Suing oil and gas companies will not solve the climate change problem

ANALYSIS/OPINION:

Often, when bad things happen people want to hold someone responsible, irrespective of the facts. Currently, dozens of U.S. states and cities are suing a number of privately-owned oil and gas companies and unfairly seeking to hold them responsible for global climate change.

These cases exaggerate the private corporate role in greenhouse gas emissions (GHG) by ignoring structural changes to the oil market since 1974, and by misrepresenting GHG sources and timelines. This legal struggle reached a critical point earlier this month when the Supreme Court heard The Mayor and City Council of Baltimore vs. BP, et. al. Although the justices confined their line of questioning to the narrow — rather than broader — jurisdictional issue, their decision will still affect the other ongoing climate litigation.

Climate change is a serious problem requiring prompt attention and the devotion of substantial governmental resources. Although these lawsuits do not advance this effort, they are propelled by a confluence of factors.  For climate change activists and their wealthy patrons, the objective is to cripple the oil and gas industry in any way possible, and there is little doubt that the suits are part of a well-orchestrated campaign to do this, as pointed out by the Manufacturers’ Accountability Project.

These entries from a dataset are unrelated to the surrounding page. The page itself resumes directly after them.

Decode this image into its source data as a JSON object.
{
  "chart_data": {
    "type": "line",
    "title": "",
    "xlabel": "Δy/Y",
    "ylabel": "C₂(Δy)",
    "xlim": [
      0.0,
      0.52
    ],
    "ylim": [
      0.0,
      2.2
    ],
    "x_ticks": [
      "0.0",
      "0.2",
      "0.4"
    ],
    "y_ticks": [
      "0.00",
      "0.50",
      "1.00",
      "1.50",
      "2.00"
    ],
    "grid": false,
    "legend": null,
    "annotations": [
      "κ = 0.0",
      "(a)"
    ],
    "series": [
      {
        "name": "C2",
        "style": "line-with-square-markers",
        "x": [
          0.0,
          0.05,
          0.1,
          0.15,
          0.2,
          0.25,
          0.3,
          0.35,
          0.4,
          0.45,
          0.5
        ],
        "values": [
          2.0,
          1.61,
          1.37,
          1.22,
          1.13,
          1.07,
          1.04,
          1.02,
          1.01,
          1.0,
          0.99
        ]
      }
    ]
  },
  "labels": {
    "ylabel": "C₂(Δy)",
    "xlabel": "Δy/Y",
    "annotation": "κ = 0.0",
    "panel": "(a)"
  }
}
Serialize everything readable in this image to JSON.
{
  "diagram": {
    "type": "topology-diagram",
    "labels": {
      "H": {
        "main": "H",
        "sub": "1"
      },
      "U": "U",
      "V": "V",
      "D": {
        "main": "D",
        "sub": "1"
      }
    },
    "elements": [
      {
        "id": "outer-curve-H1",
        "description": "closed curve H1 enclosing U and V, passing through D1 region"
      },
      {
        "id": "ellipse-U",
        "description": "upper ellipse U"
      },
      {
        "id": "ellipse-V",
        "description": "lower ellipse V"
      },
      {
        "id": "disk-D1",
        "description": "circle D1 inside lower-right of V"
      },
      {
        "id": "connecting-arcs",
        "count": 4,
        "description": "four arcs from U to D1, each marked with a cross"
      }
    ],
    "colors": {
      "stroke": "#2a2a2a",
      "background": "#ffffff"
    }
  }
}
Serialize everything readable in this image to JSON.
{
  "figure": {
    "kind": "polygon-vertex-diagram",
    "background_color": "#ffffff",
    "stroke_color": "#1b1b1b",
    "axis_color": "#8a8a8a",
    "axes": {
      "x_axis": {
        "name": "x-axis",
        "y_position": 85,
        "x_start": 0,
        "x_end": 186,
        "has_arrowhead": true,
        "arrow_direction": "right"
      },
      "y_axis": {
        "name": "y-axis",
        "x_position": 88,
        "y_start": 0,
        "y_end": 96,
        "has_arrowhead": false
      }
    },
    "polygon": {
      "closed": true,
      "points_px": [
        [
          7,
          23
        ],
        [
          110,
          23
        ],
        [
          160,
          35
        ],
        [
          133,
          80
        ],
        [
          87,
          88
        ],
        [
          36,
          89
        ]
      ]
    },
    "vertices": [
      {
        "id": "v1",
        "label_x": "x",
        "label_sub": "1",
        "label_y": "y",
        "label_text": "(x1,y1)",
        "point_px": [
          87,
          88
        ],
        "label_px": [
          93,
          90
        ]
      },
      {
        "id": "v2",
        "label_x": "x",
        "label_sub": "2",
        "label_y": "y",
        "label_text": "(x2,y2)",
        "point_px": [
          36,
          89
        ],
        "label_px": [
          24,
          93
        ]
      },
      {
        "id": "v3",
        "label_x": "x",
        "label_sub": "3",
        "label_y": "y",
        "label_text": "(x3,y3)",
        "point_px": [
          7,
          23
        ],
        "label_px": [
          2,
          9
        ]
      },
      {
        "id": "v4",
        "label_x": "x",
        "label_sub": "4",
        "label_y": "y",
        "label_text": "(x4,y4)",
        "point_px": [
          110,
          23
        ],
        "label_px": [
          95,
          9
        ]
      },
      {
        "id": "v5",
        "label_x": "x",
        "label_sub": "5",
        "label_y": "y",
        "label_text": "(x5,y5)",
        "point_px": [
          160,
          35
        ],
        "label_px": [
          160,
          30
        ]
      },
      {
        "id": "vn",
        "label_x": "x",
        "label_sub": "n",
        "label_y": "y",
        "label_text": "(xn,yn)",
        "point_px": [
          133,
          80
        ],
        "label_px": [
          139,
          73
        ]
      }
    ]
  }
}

For states and cities, the suits are seen as a potentially large source of revenue, and this fiscal incentive dovetails with the ambitions of many local politicians seeking to burnish their green credentials. When these factors are combined with a small number of contingency based law firms offering prepackaged “Big Oil” law suits, conditions are ripe for the proliferation of cases.

The legal “theory” is that fossil fuel “producers bear substantial responsibility for the adverse impacts of their products” and that by tabulating how much GHG each produced, the companies can be held liable.  Leaving aside, as the IPCC acknowledged, that there is still much unknown about climate science and event attribution, any responsibility apportionment would include “storyline” attributions based on value judgments, highly uncertain counterfactual assessments, and imprecise plausibility constructions. 

In attributing responsibility for climate change, the significance both of individual and government action also needs to be considered. As individuals, Americans increasingly have been concerned about climate change, but they have chosen not to alter their behavior. Continually soaring SUV sales are a testament to this. 

Federal and local governments, on their part, repeatedly pursue counterproductive climate polices, especially by such things as encouraging people to rebuild in coastal and river flood zones. Even Baltimore’s infamous “heat island” problem that disproportionately impacts minorities has more to do with the municipal government’s failure to maintain greenspaces and tress, than with climate change, per se.

Suing oil and gas companies will not solve the climate change problem. To solve the problem, we need to supersize funding for technologies like energy storage, and carbon capture, utilization and storage. Congress took a modest step in this direction with the most recent COVID-19 relief bill, but the appropriated funds need to be greatly enlarged.

We should harden our infrastructure to withstand extreme weather events by building seawalls where appropriate, and better buildings when constructing new facilities. We need to retrofit existing infrastructure to withstand extreme weather events, especially roads and rail lines. The energy efficiency of existing homes and buildings needs to improve, and federal and state governments can promote this through expanded grants and tax credits.

The Federal Flood Insurance program needs to be reformed to incentivize people to move out, not into, climate risk zones. We need to stop global deforestation by getting the governments of Brazil, Nigeria and others to stop forest destruction, and we need to massively plant trees at home.  Legislation like the “Trillion Trees Act” need to be taken seriously and expedited.

Assigning blame to a single industry is legally suspect since we all created this problem. By working together, we can develop substantial and innovate solutions to deal with climate change. Let’s stop pointing fingers and start working.

• Jonathan Chanis manages New Tide Asset Management, LLC, a company investing in listed equity. He formerly taught at Columbia University and worked at several financial firms, including Citigroup and Goldman Sachs.